The Reserve Bank of India announced on Tuesday that it would start piloting its central bank digital currency, the e-Rupee, or ‘e₹-R,’ on Thursday. Starting December 1, users in select cities will be able to pay for certain goods and services with a financial instrument that will store their e-Rupees.
E-Rupees will not gain interest, and stay at their face value, but can be used to purchase a bank deposit of an equivalent value, the RBI said. “Payments to merchants can be made using QR codes displayed at merchant locations,” the central bank said in its announcement. “The e₹-R would offer features of physical cash like trust, safety and settlement finality.”
The first phase will begin with the State Bank of India, ICICI Bank, Yes Bank and IDFC First Bank in Mumbai, New Delhi, Bengaluru and Bhubaneswar. The pilot will then be expanded to Ahmedabad, Gangtok, Guwahati, Hyderabad, Indore, Kochi, Lucknow, Patna and Shimla, the central bank said.
In October, the RBI explained its reasoning for going ahead with a CBDC project, even though India already had UPI payments widely available and a large industry of mobile wallet operators like Paytm and Mobikwik. “CBDCs have some clear advantages over other digital payments systems, as it being a sovereign currency, ensures settlement finality and thus reduces settlement risk in the financial system,” the RBI said.
It also pointed to the volatility of cryptocurrencies, which it has sought to ban in the past. “Central Banks seek to meet the public’s need for digital currencies, manifested in the increasing use of private virtual currencies, and thereby avoid the more damaging consequences of such private currencies,” the bank said.
Printing and maintaining physical currencies was also incredibly difficult, the RBI said. As such, it appears that the RBI is looking at CBDCs not just as an alternative payment method competing with wallets and UPI, but as a replacement of cash as a store of value. This could have incredible consequences if the e-Rupee is introduced into the economy at the level that cash is.
Critics have raised concerns on the potential growth of financial surveillance, along with the potential for currency to be remotely disabled, which is something that cannot happen to cash. “While the RBI has developed an index to gauge the levels of financial inclusion in the country, there is no comparable gauge for the level of digital inclusion,” the Financial Express pointed out in an editorial, pointing to digital exclusion as a risk.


**EXERCISE INSTRUCTIONS**
The data below should be printed in full, exactly, and without any of its images.

(RECORDS FOR THE TASK)

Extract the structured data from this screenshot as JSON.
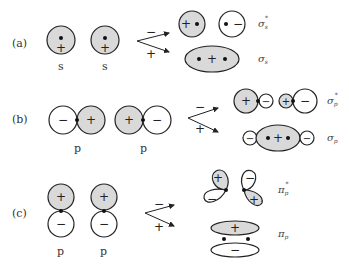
{
  "rows": [
    {
      "tag": "(a)",
      "atoms": [
        "s",
        "s"
      ],
      "arrow_top": "−",
      "arrow_bottom": "+",
      "antibonding": {
        "symbol": "σ",
        "sub": "s",
        "sup": "*"
      },
      "bonding": {
        "symbol": "σ",
        "sub": "s"
      }
    },
    {
      "tag": "(b)",
      "atoms": [
        "p",
        "p"
      ],
      "arrow_top": "−",
      "arrow_bottom": "+",
      "antibonding": {
        "symbol": "σ",
        "sub": "p",
        "sup": "*"
      },
      "bonding": {
        "symbol": "σ",
        "sub": "p"
      }
    },
    {
      "tag": "(c)",
      "atoms": [
        "p",
        "p"
      ],
      "arrow_top": "−",
      "arrow_bottom": "+",
      "antibonding": {
        "symbol": "π",
        "sub": "p",
        "sup": "*"
      },
      "bonding": {
        "symbol": "π",
        "sub": "p"
      }
    }
  ],
  "signs": {
    "plus": "+",
    "minus": "−"
  },
  "colors": {
    "lobe_fill": "#d9d9d9",
    "stroke": "#222222"
  }
}
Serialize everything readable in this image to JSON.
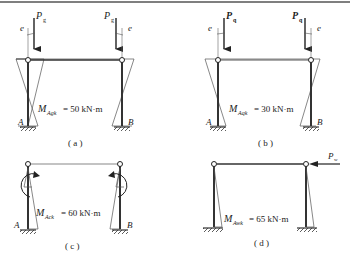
{
  "colors": {
    "line": "#333333",
    "thin": "#555555",
    "rule": "#555555"
  },
  "panels": [
    {
      "id": "a",
      "caption": "( a )",
      "load_symbol": "P",
      "load_sub": "g",
      "ecc": "e",
      "moment_label": "M",
      "moment_sub": "Agk",
      "moment_value": "= 50 kN·m",
      "support_left": "A",
      "support_right": "B"
    },
    {
      "id": "b",
      "caption": "( b )",
      "load_symbol": "P",
      "load_sub": "q",
      "ecc": "e",
      "moment_label": "M",
      "moment_sub": "Aqk",
      "moment_value": "= 30 kN·m",
      "support_left": "A",
      "support_right": "B"
    },
    {
      "id": "c",
      "caption": "( c )",
      "moment_label": "M",
      "moment_sub": "Ack",
      "moment_value": "= 60 kN·m",
      "support_left": "A",
      "support_right": "B"
    },
    {
      "id": "d",
      "caption": "( d )",
      "load_symbol": "P",
      "load_sub": "w",
      "moment_label": "M",
      "moment_sub": "Awk",
      "moment_value": "= 65 kN·m"
    }
  ]
}
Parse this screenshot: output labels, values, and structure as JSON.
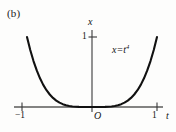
{
  "figure": {
    "panel_label": "(b)",
    "background_color": "#fdfdfc",
    "curve_color": "#111111",
    "axis_color": "#555555"
  },
  "chart_data": {
    "type": "line",
    "title": "",
    "subtitle": "",
    "panel": "(b)",
    "equation_label": "x=t",
    "equation_exponent": "4",
    "xlabel": "t",
    "ylabel": "x",
    "xlim": [
      -1,
      1
    ],
    "ylim": [
      0,
      1
    ],
    "xticks": [
      -1,
      1
    ],
    "xtick_labels": [
      "−1",
      "1"
    ],
    "yticks": [
      1
    ],
    "ytick_labels": [
      "1"
    ],
    "origin_label": "O",
    "grid": false,
    "legend": false,
    "x": [
      -1.0,
      -0.95,
      -0.9,
      -0.85,
      -0.8,
      -0.75,
      -0.7,
      -0.65,
      -0.6,
      -0.55,
      -0.5,
      -0.45,
      -0.4,
      -0.35,
      -0.3,
      -0.25,
      -0.2,
      -0.15,
      -0.1,
      -0.05,
      0.0,
      0.05,
      0.1,
      0.15,
      0.2,
      0.25,
      0.3,
      0.35,
      0.4,
      0.45,
      0.5,
      0.55,
      0.6,
      0.65,
      0.7,
      0.75,
      0.8,
      0.85,
      0.9,
      0.95,
      1.0
    ],
    "values": [
      1.0,
      0.8145,
      0.6561,
      0.522,
      0.4096,
      0.3164,
      0.2401,
      0.1785,
      0.1296,
      0.0915,
      0.0625,
      0.041,
      0.0256,
      0.015,
      0.0081,
      0.0039,
      0.0016,
      0.0005,
      0.0001,
      0.0,
      0.0,
      0.0,
      0.0001,
      0.0005,
      0.0016,
      0.0039,
      0.0081,
      0.015,
      0.0256,
      0.041,
      0.0625,
      0.0915,
      0.1296,
      0.1785,
      0.2401,
      0.3164,
      0.4096,
      0.522,
      0.6561,
      0.8145,
      1.0
    ],
    "series": [
      {
        "name": "x=t^4",
        "values": [
          1.0,
          0.8145,
          0.6561,
          0.522,
          0.4096,
          0.3164,
          0.2401,
          0.1785,
          0.1296,
          0.0915,
          0.0625,
          0.041,
          0.0256,
          0.015,
          0.0081,
          0.0039,
          0.0016,
          0.0005,
          0.0001,
          0.0,
          0.0,
          0.0,
          0.0001,
          0.0005,
          0.0016,
          0.0039,
          0.0081,
          0.015,
          0.0256,
          0.041,
          0.0625,
          0.0915,
          0.1296,
          0.1785,
          0.2401,
          0.3164,
          0.4096,
          0.522,
          0.6561,
          0.8145,
          1.0
        ]
      }
    ]
  }
}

(End RECORDS FOR THE TASK)

**RESPONSE**
Extract the structured data from this screenshot as JSON.
{
  "rows": [
    {
      "tag": "(a)",
      "atoms": [
        "s",
        "s"
      ],
      "arrow_top": "−",
      "arrow_bottom": "+",
      "antibonding": {
        "symbol": "σ",
        "sub": "s",
        "sup": "*"
      },
      "bonding": {
        "symbol": "σ",
        "sub": "s"
      }
    },
    {
      "tag": "(b)",
      "atoms": [
        "p",
        "p"
      ],
      "arrow_top": "−",
      "arrow_bottom": "+",
      "antibonding": {
        "symbol": "σ",
        "sub": "p",
        "sup": "*"
      },
      "bonding": {
        "symbol": "σ",
        "sub": "p"
      }
    },
    {
      "tag": "(c)",
      "atoms": [
        "p",
        "p"
      ],
      "arrow_top": "−",
      "arrow_bottom": "+",
      "antibonding": {
        "symbol": "π",
        "sub": "p",
        "sup": "*"
      },
      "bonding": {
        "symbol": "π",
        "sub": "p"
      }
    }
  ],
  "signs": {
    "plus": "+",
    "minus": "−"
  },
  "colors": {
    "lobe_fill": "#d9d9d9",
    "stroke": "#222222"
  }
}
Serialize everything readable in this image to JSON.
{
  "colors": {
    "line": "#333333",
    "thin": "#555555",
    "rule": "#555555"
  },
  "panels": [
    {
      "id": "a",
      "caption": "( a )",
      "load_symbol": "P",
      "load_sub": "g",
      "ecc": "e",
      "moment_label": "M",
      "moment_sub": "Agk",
      "moment_value": "= 50 kN·m",
      "support_left": "A",
      "support_right": "B"
    },
    {
      "id": "b",
      "caption": "( b )",
      "load_symbol": "P",
      "load_sub": "q",
      "ecc": "e",
      "moment_label": "M",
      "moment_sub": "Aqk",
      "moment_value": "= 30 kN·m",
      "support_left": "A",
      "support_right": "B"
    },
    {
      "id": "c",
      "caption": "( c )",
      "moment_label": "M",
      "moment_sub": "Ack",
      "moment_value": "= 60 kN·m",
      "support_left": "A",
      "support_right": "B"
    },
    {
      "id": "d",
      "caption": "( d )",
      "load_symbol": "P",
      "load_sub": "w",
      "moment_label": "M",
      "moment_sub": "Awk",
      "moment_value": "= 65 kN·m"
    }
  ]
}
Parse this screenshot: output labels, values, and structure as JSON.
{
  "figure": {
    "panel_label": "(b)",
    "background_color": "#fdfdfc",
    "curve_color": "#111111",
    "axis_color": "#555555"
  },
  "chart_data": {
    "type": "line",
    "title": "",
    "subtitle": "",
    "panel": "(b)",
    "equation_label": "x=t",
    "equation_exponent": "4",
    "xlabel": "t",
    "ylabel": "x",
    "xlim": [
      -1,
      1
    ],
    "ylim": [
      0,
      1
    ],
    "xticks": [
      -1,
      1
    ],
    "xtick_labels": [
      "−1",
      "1"
    ],
    "yticks": [
      1
    ],
    "ytick_labels": [
      "1"
    ],
    "origin_label": "O",
    "grid": false,
    "legend": false,
    "x": [
      -1.0,
      -0.95,
      -0.9,
      -0.85,
      -0.8,
      -0.75,
      -0.7,
      -0.65,
      -0.6,
      -0.55,
      -0.5,
      -0.45,
      -0.4,
      -0.35,
      -0.3,
      -0.25,
      -0.2,
      -0.15,
      -0.1,
      -0.05,
      0.0,
      0.05,
      0.1,
      0.15,
      0.2,
      0.25,
      0.3,
      0.35,
      0.4,
      0.45,
      0.5,
      0.55,
      0.6,
      0.65,
      0.7,
      0.75,
      0.8,
      0.85,
      0.9,
      0.95,
      1.0
    ],
    "values": [
      1.0,
      0.8145,
      0.6561,
      0.522,
      0.4096,
      0.3164,
      0.2401,
      0.1785,
      0.1296,
      0.0915,
      0.0625,
      0.041,
      0.0256,
      0.015,
      0.0081,
      0.0039,
      0.0016,
      0.0005,
      0.0001,
      0.0,
      0.0,
      0.0,
      0.0001,
      0.0005,
      0.0016,
      0.0039,
      0.0081,
      0.015,
      0.0256,
      0.041,
      0.0625,
      0.0915,
      0.1296,
      0.1785,
      0.2401,
      0.3164,
      0.4096,
      0.522,
      0.6561,
      0.8145,
      1.0
    ],
    "series": [
      {
        "name": "x=t^4",
        "values": [
          1.0,
          0.8145,
          0.6561,
          0.522,
          0.4096,
          0.3164,
          0.2401,
          0.1785,
          0.1296,
          0.0915,
          0.0625,
          0.041,
          0.0256,
          0.015,
          0.0081,
          0.0039,
          0.0016,
          0.0005,
          0.0001,
          0.0,
          0.0,
          0.0,
          0.0001,
          0.0005,
          0.0016,
          0.0039,
          0.0081,
          0.015,
          0.0256,
          0.041,
          0.0625,
          0.0915,
          0.1296,
          0.1785,
          0.2401,
          0.3164,
          0.4096,
          0.522,
          0.6561,
          0.8145,
          1.0
        ]
      }
    ]
  }
}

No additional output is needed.